Johari Window

An empty Johari window, with the “rooms” arranged clockwise, starting with Room 1 at the top left

The Johari window is a technique designed to help people better understand their relationship with themselves and others.

In the exercise, someone picks a number of adjectives from a list, choosing ones they feel describe their own personality. The subject’s peers then get the same list, and each picks an equal number of adjectives that describe the subject. These adjectives are then inserted into a two-by-two grid of four cells.

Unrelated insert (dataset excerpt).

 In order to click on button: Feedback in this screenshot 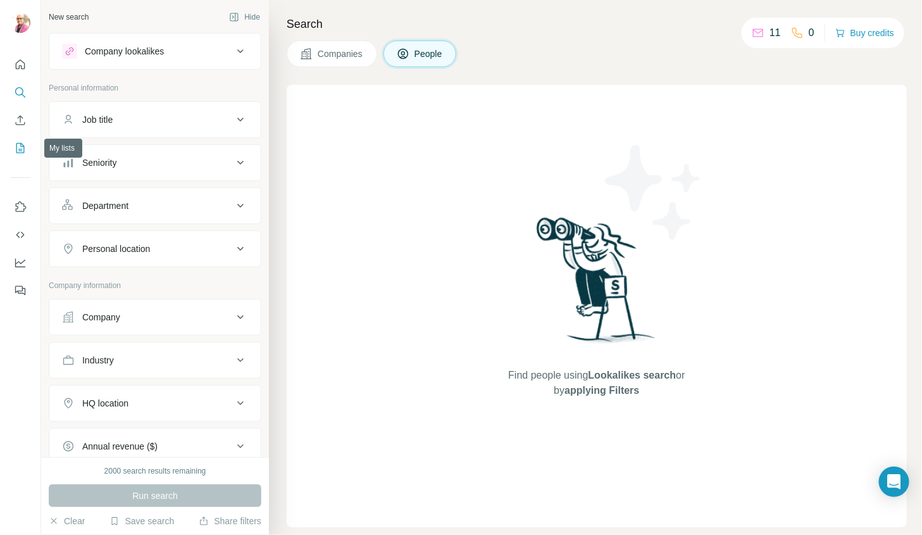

Charles Handy calls this concept the Johari House with four rooms. Room one is the part of ourselves that we and others see. Room two contains aspects that others see but we are unaware of. Room three is the private space we know but hide from others. Room four is the unconscious part of us that neither ourselves nor others see.


Open
The open area is that part of our conscious self – our attitudes, behavior, motivation, values, way of life – that we are aware of and that is known to others. We move within this area with freedom. We are “open books”.

Façade/hidden
Adjectives selected by the subject, but not by any of their peers, go in this quadrant. These are things the peers are either unaware of, or that are untrue but for the subject’s claim.

Blind
Adjectives not selected by subjects, but only by their peers go here. These represent what others perceive but the subject does not.

Unknown
Adjectives that neither the subject nor the peers selected go here. They represent the subject’s behaviors or motives that no one participating recognizes – either because they do not apply or because of collective ignorance of these traits.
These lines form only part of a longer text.